We are a small Episcopal Church on the banks of the Rappahannock in Port Royal, Virginia. We acknowledge that we gather on the traditional land of the first people of Port Royal, the Nandtaughtacund, who are still here, and we honor with gratitude the land itself and the life of the Rappahannock Tribe. Our mission statement is to do God’s Will in all that we do.

Reflection on Isaiah 35:1-10, Advent 3 – A New World

Blooming Desert

“Isaiah 35 is a powerful poetic word of comfort for the mourning Judahite exiles, who lost their temple, land, and sovereignty. Their suffering is manifested in “weak hands” (verse 3), “feeble knees” (verse 3), a “fearful heart” (verse 4), obscured vision (verse 5), hindered hearing (verse 5), broken bodies (verse 6), and silent tongues (verse 6). The literary “body” constructed in Isaiah 35 has been utterly overwhelmed by despair and weariness. Their capacities needed to move through this world have been diminished. The exiles feel God’s sorrow in their very bodies.

–From “Working Preacher”, 2016

“In this week’s Old Testament passage, the prophet Isaiah envisions a new world. The wilderness — the dry and barren land where the Israelites once wandered — is reborn into paradise. Eden returns, as crocuses bloom, forests proliferate, and a new highway, a “Holy Way,” is forged in desert sands. God promises that those who have been in exile “shall return,” and that “everlasting joy shall be upon their heads.”

“Such a vision can be hard to conjure when the world around us is so broken. We know and experience suffering all around us, often within our deepest selves. Seasons of spiritual dryness keep us from sensing God’s presence. It can be difficult to believe that God is already remaking the world into a place where “sorrow and sighing flee.”

“In Jesus’s own time, people were just as wary of utopian visions. John the Baptist surely knew the words of Isaiah, but his faith must have been tested — sitting as he was in a prison cell and hearing about the works of Jesus.

“In this week’s Gospel, John sends word to ask Jesus if he is “the one who is to come.” “Are you the Messiah we have hoped for,” John is asking, the one who will restore the world from a place of rampant suffering to a place of joy?

“Jesus does not answer John directly. Instead, he tells John that there is healing — the blind can see and the deaf can hear — and that, indeed, death itself is on its way out. “The dead are raised,” Jesus says, “and the poor have good news.”

“Into a world of lament, Jesus has come, living among us, and bearing the suffering with us. This is, in fact, the essence of Christmas.

“The incarnation means that God in Jesus descends into the wilderness of this world — a place of sighs and sorrows — and inaugurates a new creation where the desert of death can begin to team with new life. Jesus paves the way — the Holy Way — with every act of healing, each word of kindness. He is indeed “the one to come,” and he is already here.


• The task: All entries that follow are to be printed exactly as written.

• Provided records:
_ _ _

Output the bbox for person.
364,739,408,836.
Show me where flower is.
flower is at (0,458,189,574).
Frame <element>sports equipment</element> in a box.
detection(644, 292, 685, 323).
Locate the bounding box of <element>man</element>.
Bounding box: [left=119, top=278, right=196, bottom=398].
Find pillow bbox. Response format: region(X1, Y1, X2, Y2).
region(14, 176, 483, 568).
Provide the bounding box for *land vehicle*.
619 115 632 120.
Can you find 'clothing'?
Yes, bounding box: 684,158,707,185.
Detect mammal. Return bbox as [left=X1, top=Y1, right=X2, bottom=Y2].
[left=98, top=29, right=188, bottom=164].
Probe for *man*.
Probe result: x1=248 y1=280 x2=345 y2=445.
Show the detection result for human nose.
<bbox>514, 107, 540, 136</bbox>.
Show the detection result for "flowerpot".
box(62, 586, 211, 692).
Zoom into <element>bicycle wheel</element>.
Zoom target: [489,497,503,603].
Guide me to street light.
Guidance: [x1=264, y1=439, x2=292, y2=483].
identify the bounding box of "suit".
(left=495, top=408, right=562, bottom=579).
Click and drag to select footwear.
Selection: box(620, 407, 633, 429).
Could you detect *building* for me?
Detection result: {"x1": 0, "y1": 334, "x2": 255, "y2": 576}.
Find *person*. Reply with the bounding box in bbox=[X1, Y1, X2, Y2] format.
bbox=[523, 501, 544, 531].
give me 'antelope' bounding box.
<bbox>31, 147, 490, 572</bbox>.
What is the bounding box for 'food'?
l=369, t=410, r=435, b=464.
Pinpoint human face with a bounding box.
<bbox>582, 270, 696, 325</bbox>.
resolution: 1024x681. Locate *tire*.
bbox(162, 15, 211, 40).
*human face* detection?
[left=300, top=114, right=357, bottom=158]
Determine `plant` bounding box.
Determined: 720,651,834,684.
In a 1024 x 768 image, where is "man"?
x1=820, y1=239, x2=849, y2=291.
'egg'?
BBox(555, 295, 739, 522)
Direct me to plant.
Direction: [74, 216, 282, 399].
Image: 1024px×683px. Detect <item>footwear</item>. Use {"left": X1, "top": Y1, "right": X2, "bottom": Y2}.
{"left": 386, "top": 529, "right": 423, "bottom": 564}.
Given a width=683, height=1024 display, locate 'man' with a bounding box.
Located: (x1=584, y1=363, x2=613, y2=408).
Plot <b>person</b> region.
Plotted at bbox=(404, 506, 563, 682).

_ _ _

• Task response:
Output the bbox for person.
364,739,408,836.
Show me where flower is.
flower is at (0,458,189,574).
Frame <element>sports equipment</element> in a box.
detection(644, 292, 685, 323).
Locate the bounding box of <element>man</element>.
Bounding box: [left=119, top=278, right=196, bottom=398].
Find pillow bbox. Response format: region(X1, Y1, X2, Y2).
region(14, 176, 483, 568).
Provide the bounding box for *land vehicle*.
619 115 632 120.
Can you find 'clothing'?
Yes, bounding box: 684,158,707,185.
Detect mammal. Return bbox as [left=X1, top=Y1, right=X2, bottom=Y2].
[left=98, top=29, right=188, bottom=164].
Probe for *man*.
Probe result: x1=248 y1=280 x2=345 y2=445.
Show the detection result for human nose.
<bbox>514, 107, 540, 136</bbox>.
Show the detection result for "flowerpot".
box(62, 586, 211, 692).
Zoom into <element>bicycle wheel</element>.
Zoom target: [489,497,503,603].
Guide me to street light.
Guidance: [x1=264, y1=439, x2=292, y2=483].
identify the bounding box of "suit".
(left=495, top=408, right=562, bottom=579).
Click and drag to select footwear.
Selection: box(620, 407, 633, 429).
Could you detect *building* for me?
Detection result: {"x1": 0, "y1": 334, "x2": 255, "y2": 576}.
Find *person*. Reply with the bounding box in bbox=[X1, Y1, X2, Y2] format.
bbox=[523, 501, 544, 531].
give me 'antelope' bounding box.
<bbox>31, 147, 490, 572</bbox>.
What is the bounding box for 'food'?
l=369, t=410, r=435, b=464.
Pinpoint human face with a bounding box.
<bbox>582, 270, 696, 325</bbox>.
resolution: 1024x681. Locate *tire*.
bbox(162, 15, 211, 40).
*human face* detection?
[left=300, top=114, right=357, bottom=158]
Determine `plant` bounding box.
Determined: 720,651,834,684.
In a 1024 x 768 image, where is "man"?
x1=820, y1=239, x2=849, y2=291.
'egg'?
BBox(555, 295, 739, 522)
Direct me to plant.
Direction: [74, 216, 282, 399].
Image: 1024px×683px. Detect <item>footwear</item>. Use {"left": X1, "top": Y1, "right": X2, "bottom": Y2}.
{"left": 386, "top": 529, "right": 423, "bottom": 564}.
Given a width=683, height=1024 display, locate 'man' with a bounding box.
Located: (x1=584, y1=363, x2=613, y2=408).
Plot <b>person</b> region.
Plotted at bbox=(404, 506, 563, 682).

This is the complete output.